Like most authors, I had grand plans for Queering the American Dream. Heeding the wisdom of the venerable black, queer writer, Pauli Murray—“One person plus one typewriter constitutes a movement”—I committed, not simply to writing and publishing a book, but creating a movement. With my modern-day typewriter (laptop) in hand, I dreamed of readers throwing off the shackles of an ill-suited dream, galvanizing retreats, coaching to help other marginalized creatives queer their own iterations of the so-called American dream.

I tried learning about book marketing and pitching companion essays and creating a launch team and all those things small-time authors without expensive publicists on retainer do. I tried so hard.

But when this book was first published in hardback in 2022, I was still reeling. Floundering. Struggling with Bipolar II, chronic fatigue, parenting two children with disabilities, and having just been released from a residential Eating Disorder Recovery facility that prompted a six thousand mile move across an ocean and a continent, I launched this book into the world, hoping for the best.

Mental health, grief, disability, and nearly five years living below the poverty line had other plans. They sucker punched me back into bed for nine months, launch team untapped, book marketing plans out the window, the queer movement I dreamed of little more than the space between my bed and couch.

It sucked.

And when my doctors finally took me off the medication that was keeping me down, I came back to myself. I had energy, renewed hope, and the capacity to be the productive person I’d been for over forty years. I started a publishing company, Tehom Center Publishing, an imprint publishing feminist and queer authors, with a commitment to elevate BIPOC writers, and I found myself living into the movement I’d originally dreamed of with the initial publication of this book.

I wasn’t just awake and productive. I was flourishing. And I was helping other marginalized authors flourish in the process. It was nothing short of a revelation. Yet, the hardback of Queering the American Dream sat dusty in boxes, unopened for all those events I’d planned only two years prior when my health and life took a dramatic nosedive.

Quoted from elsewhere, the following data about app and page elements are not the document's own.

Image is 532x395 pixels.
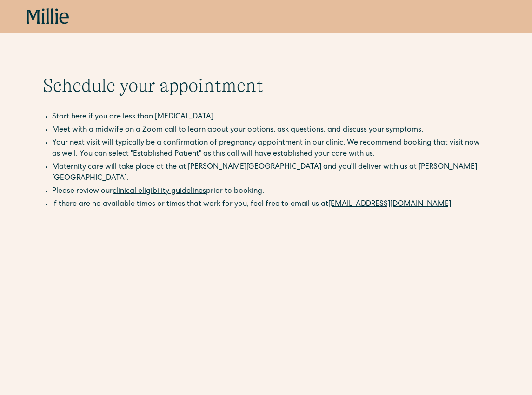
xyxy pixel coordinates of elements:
[52,199,489,210] li: If there are no available times or times that work for you, feel free to email us at
[113,188,206,195] a: clinical eligibility guidelines
[52,138,489,160] li: Your next visit will typically be a confirmation of pregnancy appointment in our clinic. We recom...
[52,124,489,136] li: Meet with a midwife on a Zoom call to learn about your options, ask questions, and discuss your s...
[52,112,489,123] li: Start here if you are less than [MEDICAL_DATA].
[43,74,489,97] h1: Schedule your appointment
[52,186,489,197] li: Please review our prior to booking.
[328,201,451,208] a: [EMAIL_ADDRESS][DOMAIN_NAME]
[52,162,489,184] li: Maternity care will take place at the at [PERSON_NAME][GEOGRAPHIC_DATA] and you'll deliver with u...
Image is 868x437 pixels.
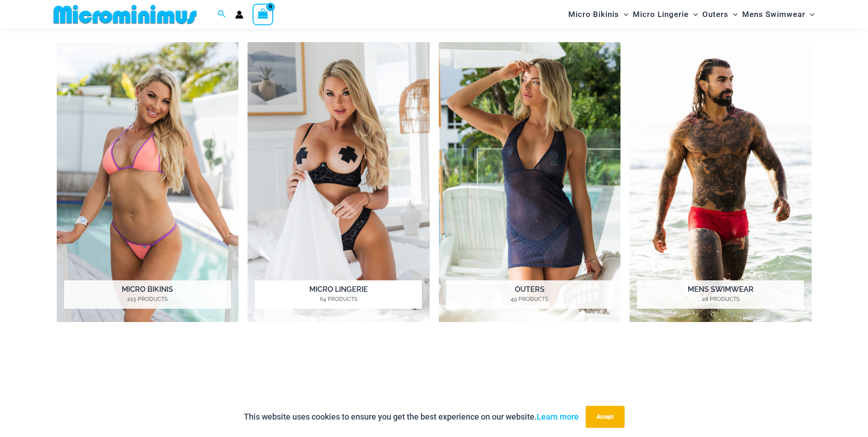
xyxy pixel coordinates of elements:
[631,3,701,26] a: Micro LingerieMenu ToggleMenu Toggle
[64,280,231,308] h2: Micro Bikinis
[446,280,613,308] h2: Outers
[537,411,579,421] a: Learn more
[637,280,805,308] h2: Mens Swimwear
[806,3,814,26] span: Menu Toggle
[50,4,200,25] img: MM SHOP LOGO FLAT
[56,43,239,322] img: Micro Bikinis
[729,3,738,26] span: Menu Toggle
[64,295,231,303] mark: 215 Products
[253,4,273,25] a: View Shopping Cart, empty
[56,43,239,322] a: Visit product category Micro Bikinis
[56,346,813,415] iframe: TrustedSite Certified
[439,43,621,322] a: Visit product category Outers
[446,295,613,303] mark: 49 Products
[439,43,621,322] img: Outers
[742,3,806,26] span: Mens Swimwear
[703,3,729,26] span: Outers
[701,3,740,26] a: OutersMenu ToggleMenu Toggle
[218,9,226,20] a: Search icon link
[235,11,244,19] a: Account icon link
[244,410,579,423] p: This website uses cookies to ensure you get the best experience on our website.
[630,43,813,322] img: Mens Swimwear
[689,3,699,26] span: Menu Toggle
[567,3,631,26] a: Micro BikinisMenu ToggleMenu Toggle
[619,3,628,26] span: Menu Toggle
[248,43,430,322] img: Micro Lingerie
[255,295,422,303] mark: 64 Products
[248,43,430,322] a: Visit product category Micro Lingerie
[740,3,817,26] a: Mens SwimwearMenu ToggleMenu Toggle
[569,3,619,26] span: Micro Bikinis
[255,280,422,308] h2: Micro Lingerie
[633,3,689,26] span: Micro Lingerie
[586,405,625,428] button: Accept
[630,43,813,322] a: Visit product category Mens Swimwear
[565,1,819,28] nav: Site Navigation
[637,295,805,303] mark: 28 Products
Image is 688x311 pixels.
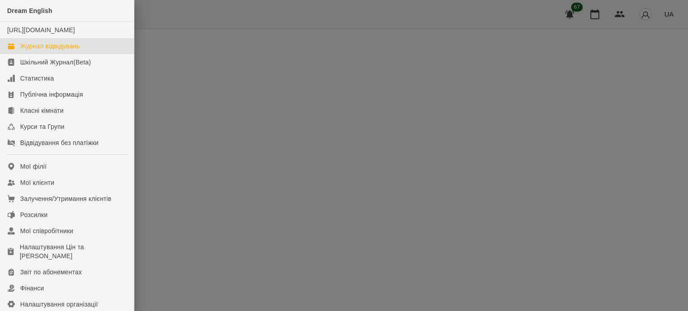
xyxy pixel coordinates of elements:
div: Мої співробітники [20,227,73,236]
div: Налаштування Цін та [PERSON_NAME] [20,243,127,261]
div: Залучення/Утримання клієнтів [20,194,112,203]
div: Відвідування без платіжки [20,138,99,147]
div: Статистика [20,74,54,83]
div: Шкільний Журнал(Beta) [20,58,91,67]
div: Звіт по абонементах [20,268,82,277]
div: Журнал відвідувань [20,42,80,51]
div: Розсилки [20,211,47,219]
div: Налаштування організації [20,300,98,309]
a: [URL][DOMAIN_NAME] [7,26,75,34]
div: Класні кімнати [20,106,64,115]
div: Мої філії [20,162,47,171]
div: Фінанси [20,284,44,293]
div: Курси та Групи [20,122,64,131]
div: Публічна інформація [20,90,83,99]
div: Мої клієнти [20,178,54,187]
span: Dream English [7,7,52,14]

And I had to ask myself, “Do I let this book and this dream and this movement go? Or do I breathe new life into them?”

Girded by the wisdom of the women you’ll soon read about, I chose the latter. No longer on government assistance or medication that causes tardive dyskinesia requiring fourteen hours of daily sleep, I grabbed those old books, with their unsuccessful covers and lack of aligned marketing plans, and I began to dream new dreams.

This time, though, I didn’t limit my consultations to revolutionary women from the past—the bold ones who inspired our travels and fill the pages of the book—but I gathered the wisdom of the revolutionary women who fill my life today. I talked with dear author friends, did trainings with renowned writers, studied feminist marketing, meditated with my queer clergywomen coven, and listened to the inner wisdom that had been silenced by faulty medications. And, together, we decided to try again.

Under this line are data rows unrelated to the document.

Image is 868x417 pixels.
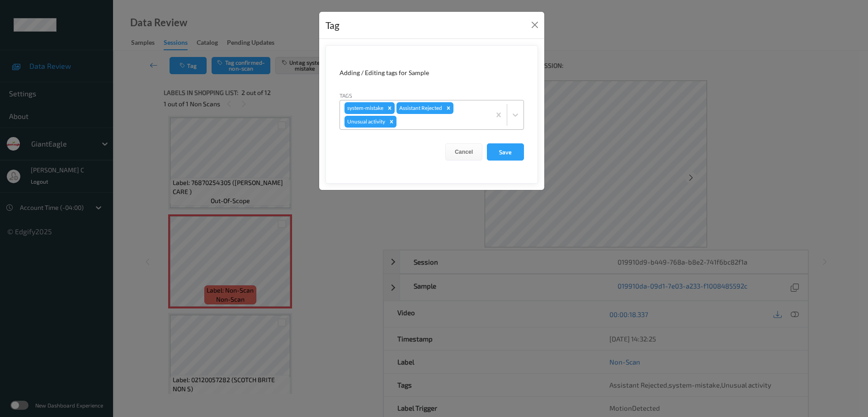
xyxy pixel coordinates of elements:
div: Remove system-mistake [385,102,395,114]
div: system-mistake [345,102,385,114]
button: Save [487,144,523,161]
button: Cancel [445,144,483,161]
div: Remove Unusual activity [386,116,397,128]
div: Assistant Rejected [397,102,444,114]
div: Unusual activity [345,116,386,128]
button: Close [528,18,541,31]
div: Remove Assistant Rejected [444,102,453,114]
div: Tag [326,18,340,32]
div: Adding / Editing tags for Sample [340,69,523,77]
label: Tags [340,91,352,99]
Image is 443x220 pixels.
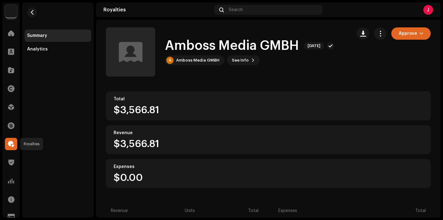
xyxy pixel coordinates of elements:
[106,91,431,120] re-o-card-value: Total
[25,43,91,55] re-m-nav-item: Analytics
[424,5,433,15] div: J
[106,159,431,188] re-o-card-value: Expenses
[27,47,48,52] div: Analytics
[25,30,91,42] re-m-nav-item: Summary
[229,7,243,12] span: Search
[227,55,260,65] button: See Info
[304,42,324,50] span: [DATE]
[391,27,431,40] button: Approve
[201,209,259,213] div: Total
[399,27,417,40] span: Approve
[27,33,47,38] div: Summary
[232,54,249,67] span: See Info
[103,7,212,12] div: Royalties
[111,209,184,213] div: Revenue
[176,58,220,63] div: Amboss Media GMBH
[353,209,426,213] div: Total
[114,97,423,102] div: Total
[185,209,199,213] div: Units
[166,57,174,64] div: A
[114,131,423,136] div: Revenue
[106,125,431,154] re-o-card-value: Revenue
[278,209,352,213] div: Expenses
[165,39,299,53] h1: Amboss Media GMBH
[114,164,423,169] div: Expenses
[5,5,17,17] img: a6437e74-8c8e-4f74-a1ce-131745af0155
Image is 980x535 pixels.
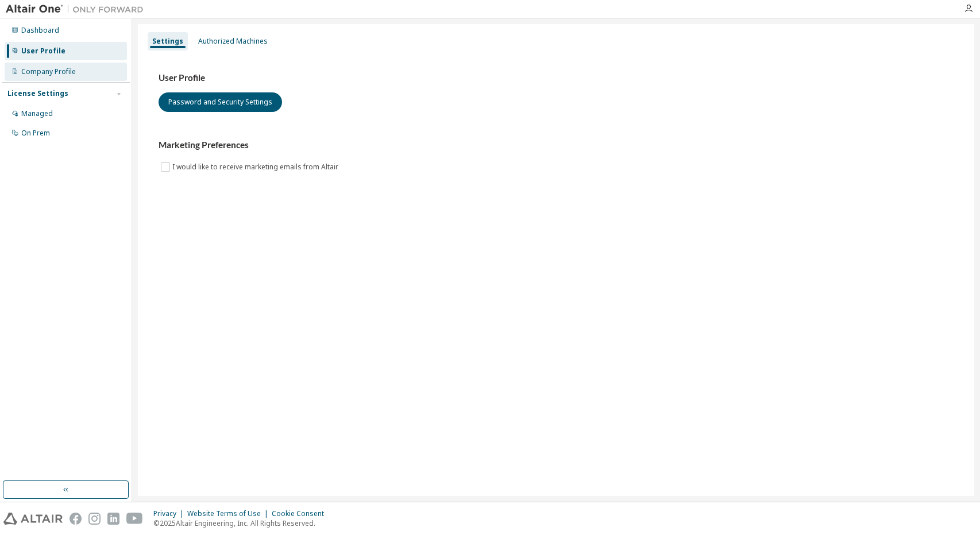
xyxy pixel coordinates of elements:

Queering anything takes creative work, after all. So, I release this book into the wild once again. This time, with a new cover, creative edits, new epilogue, and a movement that has already begun with Tehom Center Publishing.

Whenever I coach the authors at Tehom Center Publishing, I always begin with the WHY behind their book. I believe every author has two WHYs. The first is practical and the second is prophetic. The practical includes those things we activists don’t really like to talk about, such as wanting to write a book to become famous, or get rich, or build a business, or prove expertise, or check an item off a bucket list, or raise a middle finger to that eighth-grade English teacher who told us our writing would never amount to anything. Because it’s important to know why you want to publish a book in the first place.

The prophetic WHY behind writing, though, is always what gets the juices flowing because it’s the mission or heart of why you write: to make a difference in the world. Recently, an author in one of my writing cohorts turned this question back on me, asking why it is that I want to publish.

The reason is simple, yet profound. I’m publishing this book, sharing my queer family’s story with the world, because I’m sick of seeing so many marginalized people bound to the so-called dreams that have been systematically designed to disenfranchise us. Heteronormativity. White supremacy. The 9-to-5 rat race. Broken education, medical, and criminal justice systems. We’ve been told to pull ourselves up by our bootstraps by a country that has stolen our boots. And that’s not ok.

Or, to quote my queer clergywomen coven, “Honey, it’s not you. It’s the system.”

It’s rigged.

I wrote and published this book so that you can see examples of what it means to live and dream differently. Because, in the words of Toni Morrison, the only life “you can have is the one you can imagine.” My WHY is an exercise is radical imagination, of dreaming what life and work and vocation and family could look like if we heed the wisdom of queer women of color who have been dreaming creative, alternative, dismantling dreams from the jump. It wasn’t easy, but my wife and I tried to follow this queer, intersectional wisdom. And it didn’t end when this book ends, either. Rather, it is a day after day joy and struggle to truly be comadres en la lucha, co-mothers in the struggle for justice and beauty. I deserve to live such a dream. And so do you.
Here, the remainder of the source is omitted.